Monday, July 28, 2014

In Search of La Conquistadora, One Woman’s Journey – Part 2




In Search of La Conquistadora, One Woman’s Journey – Part 2


Conversations with Prof. Amy Remensnyder, author of La Conquistadora: The Virgin Mary and War and Peace in the Old and New Worlds, Oxford University Press, New York, 2014.


By Jeffrey Richardson


The biggest surprise for Amy Remensnyder in researching her recently-published book on the Virgin Mary was that which first drew her to the subject: the apparent contradiction of Mary’s association as much with war as with peace. Recalling her first encounter with a Madonna known as La Conquistadora, she writes:

“I first encountered La Conquistadora in the tranquil backyard of New Mexico’s most famous pilgrimage site, Chimayó . . . I was not a pilgrim but a tourist. Ill at ease being a spectator to devotion, watching people in these intimate moments as they offered fear in exchange for hope, I went outside. There, on a shady stone wall behind the sanctuary, I found La Conquistadora. She was one among a number of saints whose images were set into stone: Saint James, Saint Francis, the Virgin of Guadalupe. Their shrines dwarfed the small colored ceramic tile depicting her as a dainty Madonna clad in white and blue. Yet clearly she had her imposing side----her name was ‘La Conquistadora,’ proclaimed the blue lettering beneath the image. Disquieted, I lingered in front of the tile. Conjuring all the aggressive violence of warfare, ‘the Conqueress’ hardly seemed a suitable title for the Virgin Mary, crowned with her halo of tenderness.”

Remensnyder’s book offers a deep and far-reaching look at this Marian dichotomy and with great detail and cogence traces (among many other things) the evolution of Mary’s veneration by the Christian kings, knights and faithful foot soldiers who fought for centuries to end the Muslim occupation of the Iberian Peninsula. Indeed, it was that long line of kings that produced another surprise for Rememsnyder.

“I didn’t expect that I was going to write a book that was in large part about men and masculinity,” she recalls.

The author’s findings did not hinge solely on the prevalence of men in prominent positons of power in social, economic and military affairs, although it certainly was a man’s world in that sense. However, by careful study of the writings of the day—songs, epic poems, letters, biographical sketches, official documents and decrees—she found ample evidence that medieval Iberian conceptualizations of Mary shaped the very foundations of masculinity itself. Knights defending the faith were encouraged to see the Virgin Mary as their “lady love,” to enter into a committed relationship with her of such spiritual ecstasy and perfection than only the language of romantic love and longing could contain it. Thus, in tracking the centuries of Christian-Muslim conflict in Iberia, Remensnyder traces the gossamer boundary where medieval notions of romance and chivalry touch and intertwine the language and precepts of masculine Marian devotion in a way that is arrestingly earthy.

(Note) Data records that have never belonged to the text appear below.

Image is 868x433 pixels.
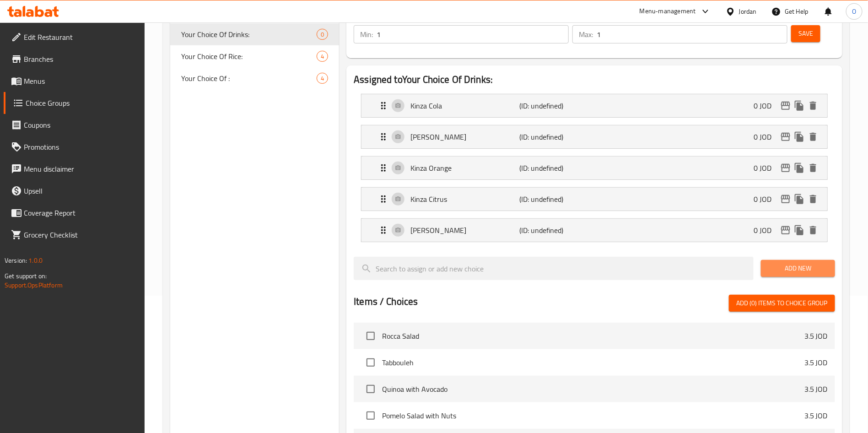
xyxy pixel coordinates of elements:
div: Menu-management [640,6,696,17]
button: Add (0) items to choice group [729,295,835,312]
li: Expand [354,215,835,246]
p: Kinza Cola [411,100,519,111]
p: (ID: undefined) [520,132,592,143]
span: Your Choice Of : [182,73,316,84]
a: Upsell [3,180,145,202]
div: Your Choice Of Rice:4 [171,45,339,67]
li: Expand [354,183,835,215]
button: delete [806,192,820,206]
span: Choice Groups [25,98,137,109]
li: Expand [354,153,835,183]
span: 4 [317,74,328,83]
div: Expand [361,94,827,117]
div: Choices [316,73,328,84]
span: Branches [24,53,137,65]
p: Max: [579,29,593,40]
span: Coverage Report [24,207,137,218]
a: Choice Groups [3,92,145,114]
div: Jordan [739,7,757,16]
span: Coupons [24,120,137,131]
p: [PERSON_NAME] [411,225,519,236]
button: delete [806,223,820,237]
a: Promotions [3,136,145,158]
button: Save [791,25,820,42]
div: Your Choice Of Drinks:0 [171,23,339,45]
a: Coupons [3,114,145,136]
button: duplicate [792,161,806,175]
p: 0 JOD [753,132,779,143]
button: duplicate [792,223,806,237]
button: edit [779,223,792,237]
p: (ID: undefined) [520,225,592,236]
button: Add New [761,260,835,277]
a: Grocery Checklist [3,224,145,246]
p: 3.5 JOD [804,410,827,421]
span: Select choice [361,353,380,372]
div: Choices [316,29,328,40]
a: Menu disclaimer [3,158,145,180]
p: Min: [360,29,372,40]
button: duplicate [792,192,806,206]
span: Your Choice Of Rice: [182,51,316,62]
p: Kinza Citrus [411,194,519,205]
p: 0 JOD [753,225,779,236]
span: Select choice [361,380,380,399]
div: Your Choice Of :4 [171,67,339,89]
div: Expand [361,219,827,242]
div: Choices [316,51,328,62]
span: Quinoa with Avocado [382,384,804,395]
a: Support.OpsPlatform [4,279,63,291]
input: search [354,256,753,280]
span: Tabbouleh [382,357,804,368]
button: delete [806,98,820,113]
li: Expand [354,121,835,153]
span: Your Choice Of Drinks: [182,29,316,40]
p: 3.5 JOD [804,384,827,395]
button: delete [806,161,820,175]
p: 3.5 JOD [804,330,827,341]
span: Get support on: [4,270,47,282]
span: Menu disclaimer [24,163,137,174]
button: edit [779,161,792,175]
p: 0 JOD [753,162,779,173]
p: 0 JOD [753,194,779,205]
button: edit [779,130,792,143]
span: Promotions [24,142,137,153]
h2: Assigned to Your Choice Of Drinks: [354,73,835,87]
span: Select choice [361,406,380,425]
a: Coverage Report [3,202,145,224]
p: [PERSON_NAME] [411,132,519,143]
div: Expand [361,156,827,179]
a: Branches [3,48,145,70]
span: 0 [317,31,328,39]
span: Version: [4,255,27,267]
p: (ID: undefined) [520,162,592,173]
span: O [852,7,856,16]
span: Grocery Checklist [24,229,137,240]
li: Expand [354,90,835,121]
span: Save [798,28,813,39]
span: Rocca Salad [382,330,804,341]
span: Add (0) items to choice group [736,297,827,309]
p: (ID: undefined) [520,100,592,111]
span: Edit Restaurant [24,31,137,42]
button: duplicate [792,130,806,143]
p: (ID: undefined) [520,194,592,205]
div: Expand [361,188,827,211]
span: 4 [317,52,328,61]
p: 0 JOD [753,100,779,111]
span: Pomelo Salad with Nuts [382,410,804,421]
span: Menus [24,76,137,87]
h2: Items / Choices [354,295,417,308]
button: delete [806,130,820,143]
p: 3.5 JOD [804,357,827,368]
a: Menus [3,70,145,92]
p: Kinza Orange [411,162,519,173]
span: Upsell [24,185,137,196]
button: edit [779,98,792,113]
span: Select choice [361,326,380,346]
button: edit [779,192,792,206]
div: Expand [361,126,827,149]
a: Edit Restaurant [3,26,145,48]
span: Add New [768,262,827,274]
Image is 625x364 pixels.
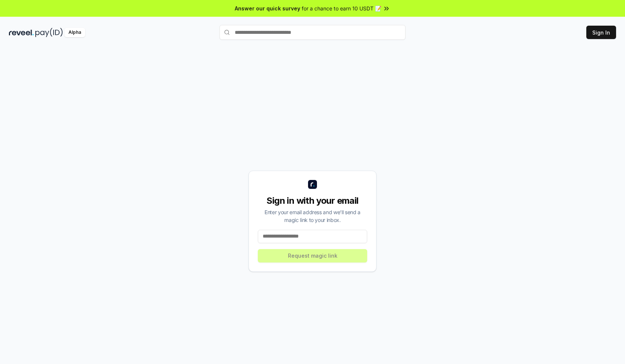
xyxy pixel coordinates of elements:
[308,180,317,188] img: logo_small
[258,208,367,224] div: Enter your email address and we’ll send a magic link to your inbox.
[302,4,381,12] span: for a chance to earn 10 USDT 📝
[258,195,367,206] div: Sign in with your email
[9,28,34,37] img: reveel_dark
[586,26,616,39] button: Sign In
[235,4,300,12] span: Answer our quick survey
[65,28,85,37] div: Alpha
[36,28,63,37] img: pay_id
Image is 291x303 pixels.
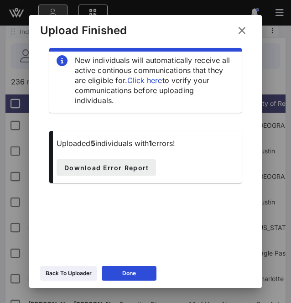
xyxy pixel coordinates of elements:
div: New individuals will automatically receive all active continous communications that they are elig... [75,55,235,105]
button: Download Error Report [57,159,156,176]
button: Done [102,266,157,281]
button: Back To Uploader [40,266,97,281]
span: Download Error Report [64,164,149,172]
span: 1 [149,139,152,148]
p: Uploaded individuals with errors! [57,138,235,148]
span: 5 [91,139,95,148]
div: Done [122,269,136,278]
a: Click here [127,76,163,85]
div: Upload Finished [40,24,127,37]
div: Back To Uploader [46,269,92,278]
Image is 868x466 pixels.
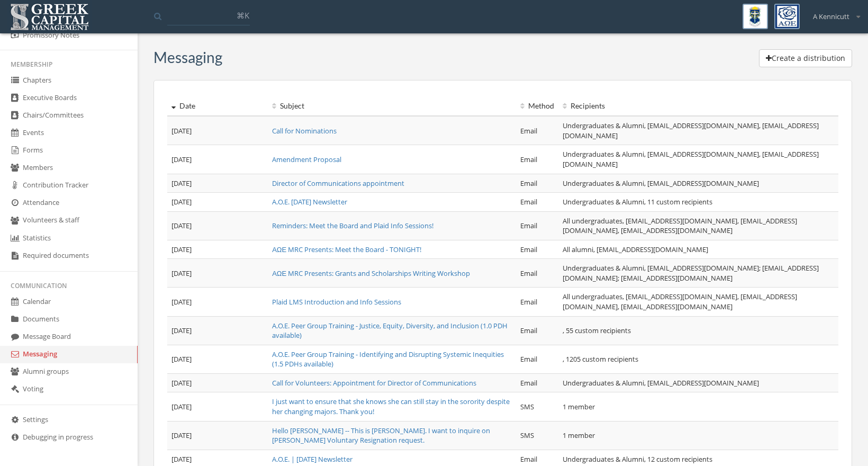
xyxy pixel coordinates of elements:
th: Recipients [559,97,838,116]
td: 1 member [559,421,838,449]
td: Undergraduates & Alumni, [EMAIL_ADDRESS][DOMAIN_NAME], [EMAIL_ADDRESS][DOMAIN_NAME] [559,116,838,145]
td: Undergraduates & Alumni, [EMAIL_ADDRESS][DOMAIN_NAME] [559,373,838,392]
td: [DATE] [167,392,268,421]
td: Email [516,239,559,258]
span: A Kennicutt [813,11,850,22]
h3: Messaging [154,49,222,65]
button: Create a distribution [759,49,852,67]
td: Email [516,173,559,192]
span: ⌘K [236,10,249,21]
td: [DATE] [167,192,268,212]
td: Email [516,145,559,173]
td: , 1205 custom recipients [559,344,838,373]
td: [DATE] [167,287,268,316]
td: All undergraduates, [EMAIL_ADDRESS][DOMAIN_NAME], [EMAIL_ADDRESS][DOMAIN_NAME], [EMAIL_ADDRESS][D... [559,211,838,239]
td: Email [516,344,559,373]
a: A.O.E. | [DATE] Newsletter [272,454,353,464]
td: Undergraduates & Alumni, [EMAIL_ADDRESS][DOMAIN_NAME]; [EMAIL_ADDRESS][DOMAIN_NAME]; [EMAIL_ADDRE... [559,258,838,287]
a: Director of Communications appointment [272,179,404,188]
div: A Kennicutt [806,4,860,22]
a: ΑΩΕ MRC Presents: Grants and Scholarships Writing Workshop [272,268,470,278]
td: , 55 custom recipients [559,316,838,344]
td: [DATE] [167,239,268,258]
td: All undergraduates, [EMAIL_ADDRESS][DOMAIN_NAME], [EMAIL_ADDRESS][DOMAIN_NAME], [EMAIL_ADDRESS][D... [559,287,838,316]
td: [DATE] [167,173,268,192]
td: [DATE] [167,211,268,239]
td: Email [516,192,559,212]
a: I just want to ensure that she knows she can still stay in the sorority despite her changing majo... [272,397,510,416]
th: Subject [268,97,516,116]
th: Method [516,97,559,116]
a: Amendment Proposal [272,154,341,164]
a: A.O.E. Peer Group Training - Justice, Equity, Diversity, and Inclusion (1.0 PDH available) [272,321,508,341]
td: SMS [516,421,559,449]
td: Undergraduates & Alumni, 11 custom recipients [559,192,838,212]
td: Undergraduates & Alumni, [EMAIL_ADDRESS][DOMAIN_NAME], [EMAIL_ADDRESS][DOMAIN_NAME] [559,145,838,173]
td: [DATE] [167,116,268,145]
td: Email [516,258,559,287]
a: Plaid LMS Introduction and Info Sessions [272,297,401,306]
a: ΑΩΕ MRC Presents: Meet the Board - TONIGHT! [272,245,421,254]
td: Undergraduates & Alumni, [EMAIL_ADDRESS][DOMAIN_NAME] [559,173,838,192]
a: A.O.E. [DATE] Newsletter [272,197,347,207]
td: Email [516,287,559,316]
td: Email [516,116,559,145]
td: [DATE] [167,145,268,173]
a: Call for Volunteers: Appointment for Director of Communications [272,378,477,388]
td: All alumni, [EMAIL_ADDRESS][DOMAIN_NAME] [559,239,838,258]
td: [DATE] [167,344,268,373]
td: SMS [516,392,559,421]
td: [DATE] [167,373,268,392]
td: 1 member [559,392,838,421]
a: Reminders: Meet the Board and Plaid Info Sessions! [272,220,433,230]
td: [DATE] [167,421,268,449]
td: Email [516,316,559,344]
a: Hello [PERSON_NAME] -- This is [PERSON_NAME]. I want to inquire on [PERSON_NAME] Voluntary Resign... [272,426,490,445]
a: Call for Nominations [272,126,337,135]
td: Email [516,211,559,239]
td: [DATE] [167,258,268,287]
td: [DATE] [167,316,268,344]
td: Email [516,373,559,392]
th: Date [167,97,268,116]
a: A.O.E. Peer Group Training - Identifying and Disrupting Systemic Inequities (1.5 PDHs available) [272,350,504,369]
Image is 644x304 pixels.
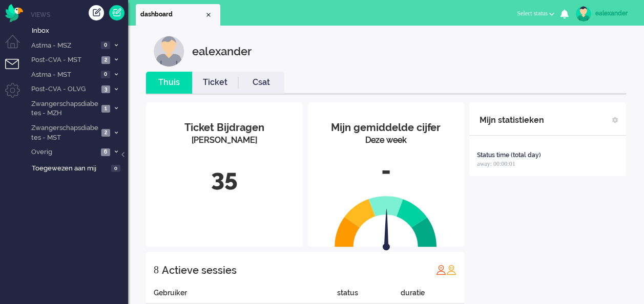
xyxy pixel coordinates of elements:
[146,288,337,303] div: Gebruiker
[335,196,437,247] img: semi_circle.svg
[337,288,400,303] div: status
[102,104,110,112] span: 1
[477,161,515,167] span: away: 00:00:01
[154,135,295,146] div: [PERSON_NAME]
[5,35,29,58] li: Dashboard menu
[29,147,98,157] span: Overig
[154,36,185,66] img: customer.svg
[162,260,237,280] div: Actieve sessies
[238,71,284,94] li: Csat
[29,99,98,118] span: Zwangerschapsdiabetes - MZH
[154,121,295,135] div: Ticket Bijdragen
[102,86,110,93] span: 3
[192,36,251,66] div: ealexander
[146,77,192,88] a: Thuis
[205,10,212,19] div: Close tab
[29,55,98,65] span: Post-CVA - MST
[29,70,98,80] span: Astma - MST
[111,164,121,172] span: 0
[316,154,457,188] div: -
[5,59,29,82] li: Tickets menu
[364,209,409,253] img: arrow.svg
[31,26,128,36] span: Inbox
[446,264,457,275] img: profile_orange.svg
[146,71,192,94] li: Thuis
[29,85,98,94] span: Post-CVA - OLVG
[102,56,110,64] span: 2
[479,110,544,130] div: Mijn statistieken
[576,6,591,22] img: avatar
[436,264,446,275] img: profile_red.svg
[141,10,205,19] span: dashboard
[154,162,295,196] div: 35
[29,41,98,50] span: Astma - MSZ
[5,7,23,14] a: Omnidesk
[595,9,634,18] div: ealexander
[88,5,104,21] div: Creëer ticket
[238,77,284,88] a: Csat
[574,6,634,22] a: ealexander
[517,10,548,17] span: Select status
[136,4,221,26] li: Dashboard
[109,5,125,21] a: Quick Ticket
[5,83,29,105] li: Admin menu
[316,121,457,135] div: Mijn gemiddelde cijfer
[400,288,464,303] div: duratie
[477,151,541,160] div: Status time (total day)
[101,148,110,156] span: 6
[192,71,238,94] li: Ticket
[154,259,159,280] div: 8
[31,163,108,174] span: Toegewezen aan mij
[30,10,128,19] li: Views
[29,162,128,174] a: Toegewezen aan mij 0
[29,124,98,142] span: Zwangerschapsdiabetes - MST
[101,70,110,78] span: 0
[511,3,560,26] li: Select status
[102,129,110,137] span: 2
[29,25,128,36] a: Inbox
[101,42,110,49] span: 0
[5,4,23,22] img: flow_omnibird.svg
[511,6,560,21] button: Select status
[316,135,457,146] div: Deze week
[192,77,238,88] a: Ticket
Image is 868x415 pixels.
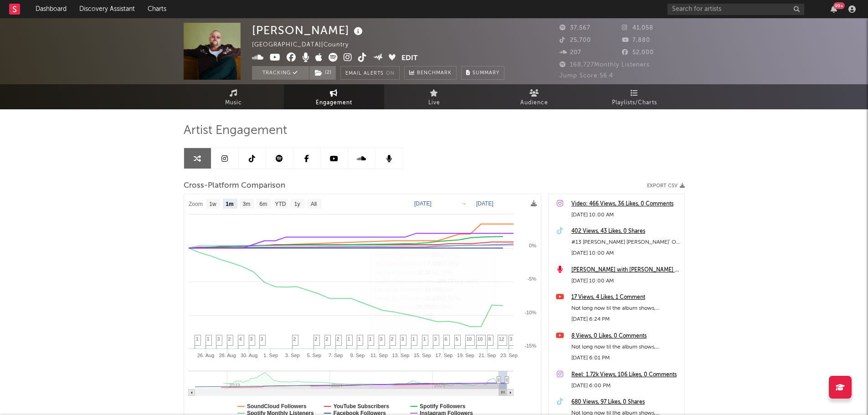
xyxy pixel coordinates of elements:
[217,336,220,342] span: 3
[445,336,448,342] span: 6
[239,336,242,342] span: 4
[831,6,837,13] button: 99+
[384,84,484,109] a: Live
[572,369,680,380] a: Reel: 1.72k Views, 106 Likes, 0 Comments
[622,49,654,56] span: 52,000
[479,353,496,358] text: 21. Sep
[228,336,231,342] span: 2
[572,292,680,303] a: 17 Views, 4 Likes, 1 Comment
[434,336,437,342] span: 3
[484,84,584,109] a: Audience
[647,183,685,189] button: Export CSV
[369,336,372,342] span: 1
[315,336,318,342] span: 2
[572,237,680,248] div: #13 [PERSON_NAME] [PERSON_NAME]’ On #newmusic #newalbum
[260,336,264,342] span: 3
[391,336,394,342] span: 2
[572,248,680,259] div: [DATE] 10:00 AM
[572,210,680,221] div: [DATE] 10:00 AM
[572,226,680,237] div: 402 Views, 43 Likes, 0 Shares
[264,353,278,358] text: 1. Sep
[622,37,651,43] span: 7,880
[572,199,680,210] div: Video: 466 Views, 36 Likes, 0 Comments
[392,353,409,358] text: 13. Sep
[252,23,365,38] div: [PERSON_NAME]
[414,201,432,207] text: [DATE]
[461,201,466,207] text: →
[183,125,287,136] span: Artist Engagement
[183,84,284,109] a: Music
[333,403,389,410] text: YouTube Subscribers
[275,201,285,207] text: YTD
[612,97,657,108] span: Playlists/Charts
[247,403,307,410] text: SoundCloud Followers
[293,336,296,342] span: 2
[197,353,214,358] text: 26. Aug
[559,49,581,56] span: 207
[259,201,267,207] text: 6m
[250,336,253,342] span: 3
[311,201,316,207] text: All
[386,71,395,76] em: On
[326,336,328,342] span: 2
[572,380,680,391] div: [DATE] 6:00 PM
[183,180,285,191] span: Cross-Platform Comparison
[219,353,235,358] text: 28. Aug
[196,336,199,342] span: 1
[572,342,680,353] div: Not long now til the album shows, supported by the incredible @PiperButcher #ontour
[476,201,493,207] text: [DATE]
[429,97,440,108] span: Live
[189,201,203,207] text: Zoom
[358,336,361,342] span: 1
[668,4,804,15] input: Search for artists
[477,336,483,342] span: 10
[572,397,680,408] a: 680 Views, 97 Likes, 0 Shares
[499,336,504,342] span: 12
[423,336,426,342] span: 1
[559,25,591,31] span: 37,567
[209,201,216,207] text: 1w
[435,353,452,358] text: 17. Sep
[572,353,680,364] div: [DATE] 6:01 PM
[559,37,591,43] span: 25,700
[252,40,359,51] div: [GEOGRAPHIC_DATA] | Country
[341,66,400,80] button: Email AlertsOn
[529,243,536,248] text: 0%
[348,336,350,342] span: 1
[417,68,452,79] span: Benchmark
[414,353,431,358] text: 15. Sep
[572,303,680,314] div: Not long now til the album shows, supported by the incredible [PERSON_NAME]
[309,66,336,80] button: (2)
[473,71,500,76] span: Summary
[285,353,300,358] text: 3. Sep
[316,97,352,108] span: Engagement
[402,336,404,342] span: 3
[294,201,300,207] text: 1y
[525,343,536,348] text: -15%
[457,353,475,358] text: 19. Sep
[500,353,518,358] text: 23. Sep
[572,276,680,287] div: [DATE] 10:00 AM
[622,25,654,31] span: 41,058
[380,336,383,342] span: 3
[489,336,491,342] span: 8
[466,336,472,342] span: 10
[207,336,210,342] span: 1
[527,276,536,282] text: -5%
[455,336,459,342] span: 5
[510,336,513,342] span: 3
[572,314,680,325] div: [DATE] 6:24 PM
[559,62,650,68] span: 168,727 Monthly Listeners
[572,265,680,276] a: [PERSON_NAME] with [PERSON_NAME] at Dulcie's Cottage ([DATE])
[309,66,336,80] span: ( 2 )
[520,97,549,108] span: Audience
[525,310,536,316] text: -10%
[572,331,680,342] a: 8 Views, 0 Likes, 0 Comments
[413,336,415,342] span: 1
[584,84,685,109] a: Playlists/Charts
[559,73,613,79] span: Jump Score: 56.4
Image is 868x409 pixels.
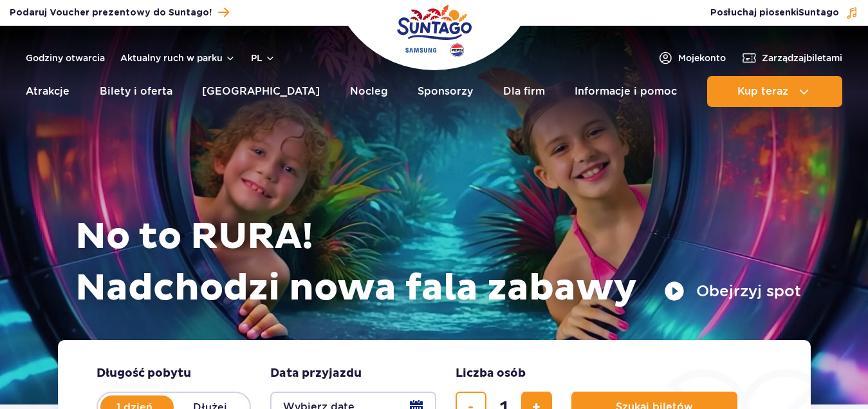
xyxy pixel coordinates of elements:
a: Zarządzajbiletami [742,51,842,65]
span: Kup teraz [737,86,788,97]
span: Podaruj Voucher prezentowy do Suntago! [10,7,212,20]
button: Posłuchaj piosenkiSuntago [711,7,858,20]
button: Kup teraz [707,76,842,107]
span: Długość pobytu [96,366,191,381]
a: Nocleg [350,76,388,107]
a: Dla firm [503,76,545,107]
a: [GEOGRAPHIC_DATA] [202,76,320,107]
a: Godziny otwarcia [26,51,105,64]
button: Obejrzyj spot [664,281,801,301]
a: Bilety i oferta [100,76,172,107]
a: Mojekonto [658,51,726,65]
button: pl [251,51,276,64]
span: Suntago [799,8,839,17]
a: Podaruj Voucher prezentowy do Suntago! [10,4,229,21]
h1: No to RURA! Nadchodzi nowa fala zabawy [75,211,801,314]
span: Liczba osób [455,366,525,381]
a: Informacje i pomoc [574,76,677,107]
button: Aktualny ruch w parku [120,53,236,63]
span: Posłuchaj piosenki [711,7,839,20]
a: Atrakcje [26,76,69,107]
span: Moje konto [678,51,726,64]
span: Data przyjazdu [270,366,361,381]
a: Sponsorzy [418,76,473,107]
span: Zarządzaj biletami [762,51,842,64]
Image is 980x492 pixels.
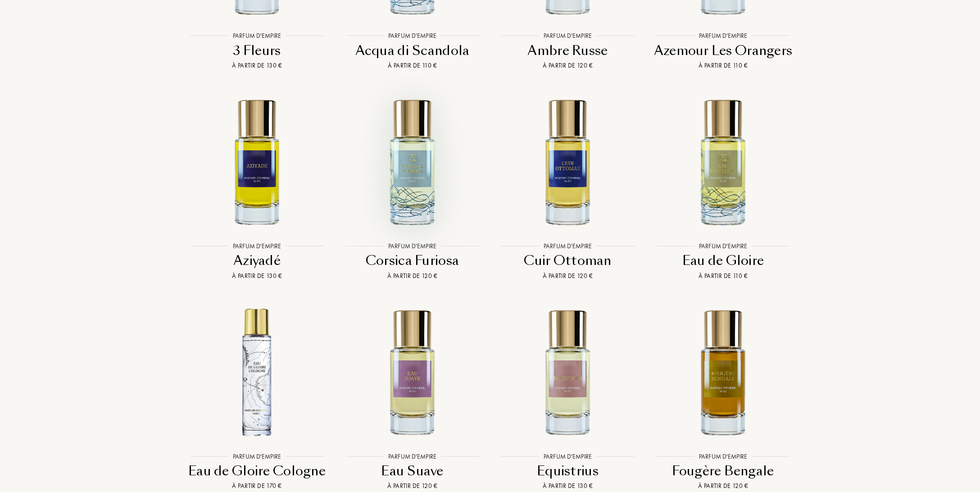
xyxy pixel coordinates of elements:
img: Eau de Gloire Cologne Parfum D Empire [187,302,327,442]
div: À partir de 120 € [338,272,486,281]
div: Parfum d'Empire [695,31,752,41]
div: À partir de 120 € [494,272,642,281]
div: Eau Suave [338,462,486,480]
div: Parfum d'Empire [228,451,285,461]
div: Parfum d'Empire [384,241,441,250]
div: Parfum d'Empire [539,241,597,250]
div: À partir de 130 € [183,60,331,71]
div: Parfum d'Empire [539,451,597,461]
img: Equistrius Parfum D Empire [498,302,638,442]
div: Parfum d'Empire [695,241,752,250]
a: Corsica Furiosa Parfum D EmpireParfum d'EmpireCorsica FuriosaÀ partir de 120 € [335,82,490,292]
a: Eau de Gloire Parfum D EmpireParfum d'EmpireEau de GloireÀ partir de 110 € [645,82,801,292]
img: Eau Suave Parfum D Empire [342,302,483,442]
div: Cuir Ottoman [494,252,642,269]
div: Acqua di Scandola [338,42,486,60]
div: Fougère Bengale [649,462,798,480]
div: À partir de 130 € [183,272,331,281]
div: Azemour Les Orangers [649,42,798,60]
div: À partir de 120 € [338,481,486,490]
img: Eau de Gloire Parfum D Empire [653,91,794,232]
div: Parfum d'Empire [539,31,597,41]
div: Eau de Gloire Cologne [183,462,331,480]
a: Aziyadé Parfum D EmpireParfum d'EmpireAziyadéÀ partir de 130 € [180,82,335,292]
div: 3 Fleurs [183,42,331,60]
div: À partir de 120 € [649,481,798,490]
div: À partir de 170 € [183,481,331,490]
div: Eau de Gloire [649,252,798,269]
img: Fougère Bengale Parfum D Empire [653,302,794,442]
img: Aziyadé Parfum D Empire [187,91,327,232]
div: Ambre Russe [494,42,642,60]
div: À partir de 120 € [494,60,642,71]
div: À partir de 110 € [338,60,486,71]
div: À partir de 130 € [494,481,642,490]
div: Parfum d'Empire [695,451,752,461]
div: Corsica Furiosa [338,252,486,269]
div: À partir de 110 € [649,60,798,71]
div: À partir de 110 € [649,272,798,281]
div: Parfum d'Empire [228,31,285,41]
div: Parfum d'Empire [228,241,285,250]
div: Parfum d'Empire [384,451,441,461]
img: Corsica Furiosa Parfum D Empire [342,91,483,232]
img: Cuir Ottoman Parfum D Empire [498,91,638,232]
div: Parfum d'Empire [384,31,441,41]
div: Aziyadé [183,252,331,269]
div: Equistrius [494,462,642,480]
a: Cuir Ottoman Parfum D EmpireParfum d'EmpireCuir OttomanÀ partir de 120 € [490,82,645,292]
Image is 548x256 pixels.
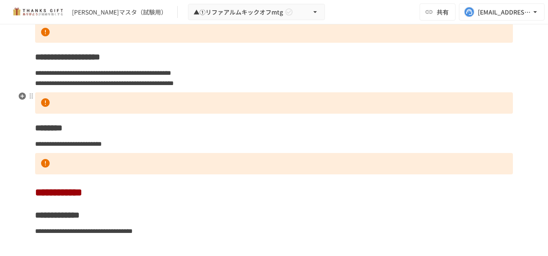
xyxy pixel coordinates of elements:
[10,5,65,19] img: mMP1OxWUAhQbsRWCurg7vIHe5HqDpP7qZo7fRoNLXQh
[478,7,531,18] div: [EMAIL_ADDRESS][DOMAIN_NAME]
[193,7,283,18] span: ▲①リファアルムキックオフmtg
[419,3,455,21] button: 共有
[188,4,325,21] button: ▲①リファアルムキックオフmtg
[459,3,544,21] button: [EMAIL_ADDRESS][DOMAIN_NAME]
[72,8,167,17] div: [PERSON_NAME]マスタ（試験用）
[437,7,449,17] span: 共有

“Offering their love service to Mary, knights played the manly roles of faithful suitor and valiant champion. They also announced their Christian virility, for warriors often make themselves men by defending the women they cherish . . . Wartime rhetoric and propaganda, as well as the stress of combat itself, often encourage soldiers to imagine the women they love—whether wife, mother, or lover—as pure and innocent icons of the values for which they fight. For a Christian knight of medieval Iberia, what woman could more perfectly represent the purity, innocence, and moral order he was supposed to defend than Mary, embodiment of the Church, the monarchy, and the land?

“Our Lady’s Christian champions could believe they owed her military service against the Muslims because they were her vassals as well as her lovers.”

Remensnyder’s research has produced some interesting surprises for the reader, too. Surveys of Spanish history sometimes leave the impression that the centuries-long Muslim occupation of Iberia was complete and continuous and only ended when Ferdinand and Isabel drove the Saracens from Spanish shores. In fact, the epoch was marked by intense warfare punctuated by extended periods of peace, tolerance and lively commerce. The arenas of military action constantly shifted and Ferdinand and Isabel were only the last in a long line of Christian rulers who had gradually re-asserted dominion over the peninsula. Remarkably, Christian mercenaries often fought for Muslim princes (and vice versa) and Spaniards vying for pre-eminence fought among themselves as often as they did their common foe.

Ferdinand and Isabel’s success in pushing the Muslims from their last Iberian stronghold in Granada did set the stage for imperial adventures in the new world—adventures in which the Virgin Mary would figure prominently and in surprising ways.